Thaddeus V. Samulski Associate Professor of Radiation Oncology

Kyle Lafata is the Thaddeus V. Samulski Associate Professor at Duke University with faculty appointments in Radiation Oncology, Radiology, Pathology, Medical Physics, and Electrical & Computer Engineering. He joined the faculty at Duke in 2020 following postdoctoral training at the US Department of Veterans Affairs. His dissertation work focused on the applied analysis of stochastic partial differential equations and high-dimensional image phenotyping, where he developed physics-based computational methods and soft-computing paradigms to interrogate images. These included stochastic modeling, self-organization, and quantum machine learning (i.e., an emerging branch of research that explores the methodological and structural similarities between quantum systems and learning systems).

Prof. Lafata has worked in various areas of computational medicine and biology, resulting in over 55 academic papers, 20 invited talks, and more than 60 national conference presentations. At Duke, the Lafata Laboratory focuses on the theory, development, and application of computational oncology.
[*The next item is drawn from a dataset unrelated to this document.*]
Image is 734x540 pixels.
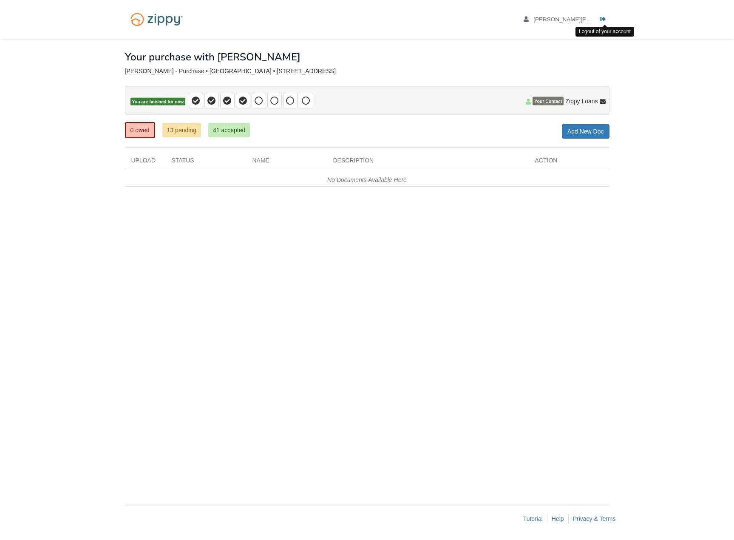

The lab interrogates disease at different length-scales of its biological organization via high-performance computing, multiscale modeling, advanced imaging technology, and the applied analysis of stochastic partial differential equations. Current research interests include tumor topology, cellular dynamics, tumor immune microenvironment, drivers of radiation resistance and immune dysregulation, molecular insight into tissue heterogeneity, and biologically-guided adaptative treatment strategies.

Clark

Darin Clark

Assistant Professor in Radiology
Badea

Cristian Tudorel Badea

Professor in Radiology

  • Our lab's research focus lies primarily in developing novel quantitative imaging systems, reconstruction algorithms and analysis methods.  My major expertise is in preclinical CT.
  • Currently, we are particularly interested in developing novel strategies for spectral CT imaging using nanoparticle-based contrast agents for theranostics (i.e. therapy and diagnostics).
  • We are also engaged in developing new approaches for multidimensional CT image reconstruction suitable to address difficult undersampling cases in cardiac and spectral CT (dual energy and photon counting) using compressed sensing and/or deep learning.